Mum and Dad met over a game of tennis. Mum had grown up in Johannesburg and was from a socioeconomic bracket above Dad’s. Eric had been a successful businessman until he’d lost it all on the stock market. When Mum married Dad, Eric shook his head sadly and said, ‘Genie, he may be creative, smart . . . but he’s undisciplined and will never amount to anything, can you live with that?’
My mother saw herself as a global citizen long before the concept gained popularity. Her mother, Micky, was a housewife, and although she was quiet and demure she was steely in her efforts to right wrongs in South Africa; not on the larger political front, but in small ways, performing acts of kindness that my mother witnessed in daily life. Eric was the same, philosophical and idealistic, determined in his belief that humanity needed to unite, despite colour, race and religion, and that the adoption of one universal language, Esperanto, could bring lasting peace to the world. In fact, despite his sister marrying a rabbi, Eric strongly believed that organised religion was the reason for all ills in the world.
My brother, Emile, and I were brought up with strict moral values such as giving to charity and standing up for human rights. Although my parents were Jewish, these ethics, they argued, were not constructed by organised religion, which they distrusted, but formed by their belief in the responsibilities of humanity. Although we celebrated a few of the major Jewish holidays with our extended family, my parents agreed with Karl Marx that religion was ‘the opiate of the masses’. They rather believed in Sartre’s philosophy of existentialism, that human existence happened by chance and it was our responsibility to make it worthwhile.They explained to me that my life was a blank sheet of paper. I cou
ld write on it whatever I wanted. It was up to me.
My parents left behind a big, rambling, comfortable home and good jobs and flew out with only five thousand dollars in their pockets, as South African policy dictated no assets could be taken out of the country. Emile was four years old when we emigrated to Australia, and I was just under two. Gran, my father’s mother, sixty-five and a widow, moved with us into a narrow terrace and we all lived together.
Dad had left his job at a Sydney bank and was working like crazy to get his own business going with my mum’s first cousin, Laurence.

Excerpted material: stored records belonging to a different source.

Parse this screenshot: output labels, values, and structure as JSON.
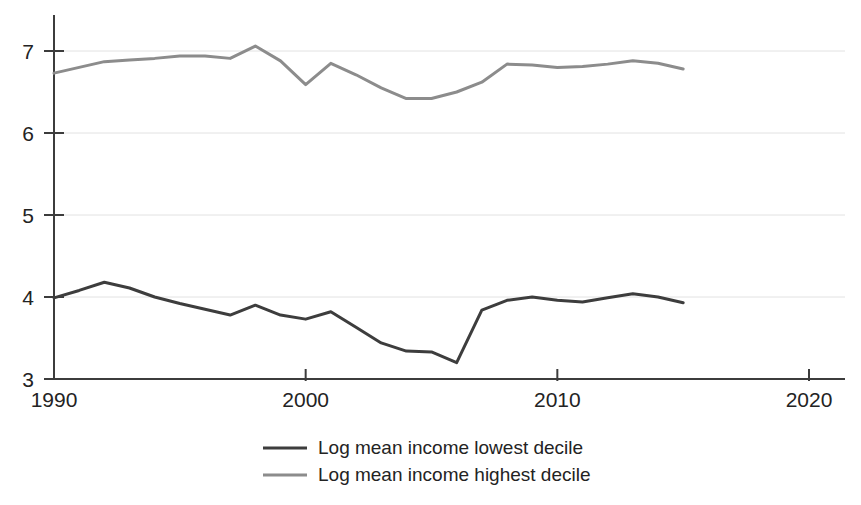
{
  "chart_data": {
    "type": "line",
    "title": "",
    "subtitle": "",
    "xlabel": "",
    "ylabel": "",
    "xlim": [
      1990,
      2020
    ],
    "ylim": [
      3,
      7.5
    ],
    "xticks": [
      1990,
      2000,
      2010,
      2020
    ],
    "xtick_labels": [
      "1990",
      "2000",
      "2010",
      "2020"
    ],
    "yticks": [
      3,
      4,
      5,
      6,
      7
    ],
    "ytick_labels": [
      "3",
      "4",
      "5",
      "6",
      "7"
    ],
    "grid": "horizontal",
    "grid_color": "#e2e2e2",
    "axis_color": "#3c3c3c",
    "background": "#ffffff",
    "legend_position": "bottom-center",
    "x": [
      1990,
      1991,
      1992,
      1993,
      1994,
      1995,
      1996,
      1997,
      1998,
      1999,
      2000,
      2001,
      2002,
      2003,
      2004,
      2005,
      2006,
      2007,
      2008,
      2009,
      2010,
      2011,
      2012,
      2013,
      2014,
      2015
    ],
    "series": [
      {
        "name": "Log mean income lowest decile",
        "color": "#3d3d3d",
        "width": 3.0,
        "values": [
          3.99,
          4.08,
          4.18,
          4.11,
          4.0,
          3.92,
          3.85,
          3.78,
          3.9,
          3.78,
          3.73,
          3.82,
          3.63,
          3.44,
          3.34,
          3.33,
          3.2,
          3.84,
          3.96,
          4.0,
          3.96,
          3.94,
          3.99,
          4.04,
          4.0,
          3.93
        ]
      },
      {
        "name": "Log mean income highest decile",
        "color": "#8c8c8c",
        "width": 3.0,
        "values": [
          6.73,
          6.8,
          6.87,
          6.89,
          6.91,
          6.94,
          6.94,
          6.91,
          7.06,
          6.88,
          6.59,
          6.85,
          6.71,
          6.55,
          6.42,
          6.42,
          6.5,
          6.62,
          6.84,
          6.83,
          6.8,
          6.81,
          6.84,
          6.88,
          6.85,
          6.78
        ]
      }
    ],
    "legend": [
      {
        "label": "Log mean income lowest decile",
        "color": "#3d3d3d"
      },
      {
        "label": "Log mean income highest decile",
        "color": "#8c8c8c"
      }
    ]
  }
}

They ignored all advice from colleagues in the financial markets and were quickly building a company, Equitilink, which would make Australian financial history. Years later, budding business students would study them at university and marvel at their creativity and audacity. In any case, my family’s money struggles would soon become a thing of the past.

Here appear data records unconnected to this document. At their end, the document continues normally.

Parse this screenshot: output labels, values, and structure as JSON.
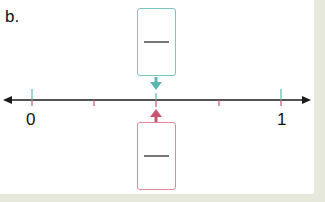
{
  "problem": {
    "label": "b.",
    "number_line": {
      "start_label": "0",
      "end_label": "1",
      "divisions": 4,
      "arrow_position": "1/2"
    },
    "top_box": {
      "type": "fraction-input",
      "numerator": "",
      "denominator": "",
      "color": "#5bb5b0"
    },
    "bottom_box": {
      "type": "fraction-input",
      "numerator": "",
      "denominator": "",
      "color": "#c9566e"
    }
  },
  "colors": {
    "teal": "#5bb5b0",
    "pink": "#c9566e",
    "line": "#1a1a1a",
    "background": "#e6e8dc"
  }
}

‘Here, you can eat this in front of the TV,’ Gran said after I’d raced downstairs into her flat. She handed me a glass of cut vegetables. She was a health-food fanatic and we weren’t allowed any sweets, chips, fried food or chocolates in the house. I pulled out a curly capsicum stick and crunched into it hungrily as I sat down next to Emile. I was seven and he had just turned ten. He elbowed me and I moved over a few inches. Our favourite TV show, Get Smart, was about to start.

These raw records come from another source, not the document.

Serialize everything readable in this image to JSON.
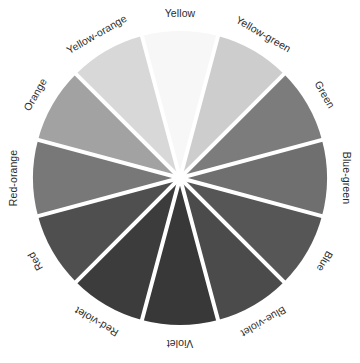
{
  "figure": {
    "background_color": "#ffffff"
  },
  "chart_data": {
    "type": "pie",
    "xlabel": "",
    "ylabel": "",
    "legend_position": "none",
    "grid": false,
    "center": {
      "x": 180,
      "y": 178
    },
    "radius": 147,
    "slice_count": 12,
    "slice_angle_degrees": 30,
    "divider_color": "#ffffff",
    "divider_width_px": 4,
    "categories": [
      "Yellow",
      "Yellow-green",
      "Green",
      "Blue-green",
      "Blue",
      "Blue-violet",
      "Violet",
      "Red-violet",
      "Red",
      "Red-orange",
      "Orange",
      "Yellow-orange"
    ],
    "values": [
      8.333,
      8.333,
      8.333,
      8.333,
      8.333,
      8.333,
      8.333,
      8.333,
      8.333,
      8.333,
      8.333,
      8.333
    ],
    "colors": [
      "#f7f7f7",
      "#cdcdcd",
      "#7c7c7c",
      "#6f6f6f",
      "#565656",
      "#4b4b4b",
      "#383838",
      "#3c3c3c",
      "#4f4f4f",
      "#787878",
      "#a2a2a2",
      "#d8d8d8"
    ],
    "segments": [
      {
        "label": "Yellow",
        "color": "#f7f7f7",
        "start_angle": -15,
        "end_angle": 15,
        "mid_angle": 0,
        "label_rotation": 0,
        "label_x": 180,
        "label_y": 14
      },
      {
        "label": "Yellow-green",
        "color": "#cdcdcd",
        "start_angle": 15,
        "end_angle": 45,
        "mid_angle": 30,
        "label_rotation": 30,
        "label_x": 263,
        "label_y": 35
      },
      {
        "label": "Green",
        "color": "#7c7c7c",
        "start_angle": 45,
        "end_angle": 75,
        "mid_angle": 60,
        "label_rotation": 60,
        "label_x": 324,
        "label_y": 95
      },
      {
        "label": "Blue-green",
        "color": "#6f6f6f",
        "start_angle": 75,
        "end_angle": 105,
        "mid_angle": 90,
        "label_rotation": 90,
        "label_x": 346,
        "label_y": 178
      },
      {
        "label": "Blue",
        "color": "#565656",
        "start_angle": 105,
        "end_angle": 135,
        "mid_angle": 120,
        "label_rotation": 120,
        "label_x": 324,
        "label_y": 261
      },
      {
        "label": "Blue-violet",
        "color": "#4b4b4b",
        "start_angle": 135,
        "end_angle": 165,
        "mid_angle": 150,
        "label_rotation": 150,
        "label_x": 263,
        "label_y": 321
      },
      {
        "label": "Violet",
        "color": "#383838",
        "start_angle": 165,
        "end_angle": 195,
        "mid_angle": 180,
        "label_rotation": 180,
        "label_x": 180,
        "label_y": 343
      },
      {
        "label": "Red-violet",
        "color": "#3c3c3c",
        "start_angle": 195,
        "end_angle": 225,
        "mid_angle": 210,
        "label_rotation": 210,
        "label_x": 97,
        "label_y": 321
      },
      {
        "label": "Red",
        "color": "#4f4f4f",
        "start_angle": 225,
        "end_angle": 255,
        "mid_angle": 240,
        "label_rotation": 240,
        "label_x": 36,
        "label_y": 261
      },
      {
        "label": "Red-orange",
        "color": "#787878",
        "start_angle": 255,
        "end_angle": 285,
        "mid_angle": 270,
        "label_rotation": 270,
        "label_x": 14,
        "label_y": 178
      },
      {
        "label": "Orange",
        "color": "#a2a2a2",
        "start_angle": 285,
        "end_angle": 315,
        "mid_angle": 300,
        "label_rotation": 300,
        "label_x": 36,
        "label_y": 95
      },
      {
        "label": "Yellow-orange",
        "color": "#d8d8d8",
        "start_angle": 315,
        "end_angle": 345,
        "mid_angle": 330,
        "label_rotation": 330,
        "label_x": 97,
        "label_y": 35
      }
    ]
  }
}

‘Where’s my “Good afternoon, Gran”?’ my grandmother asked, leaning down. Her embossed silver and turquoise locket, filled with musky perfume, jangled over her cream buttoned shirt and large bosom. I kissed her soft, warm, wrinkled cheek. She grabbed my face with big damp hands as her lips smacked my ear.
An hour later I heard a key. Emile was practising his karate moves in the mirror, and I rushed to the front door.
‘Hi, darling,’ Mum said quickly, before catching sight of my yellow schoolbag strewn by the door. ‘Ondine,’ her voice deepened, ‘put your bag away where it’s supposed to go. How many times . . .’ she sighed, hanging it on the hook.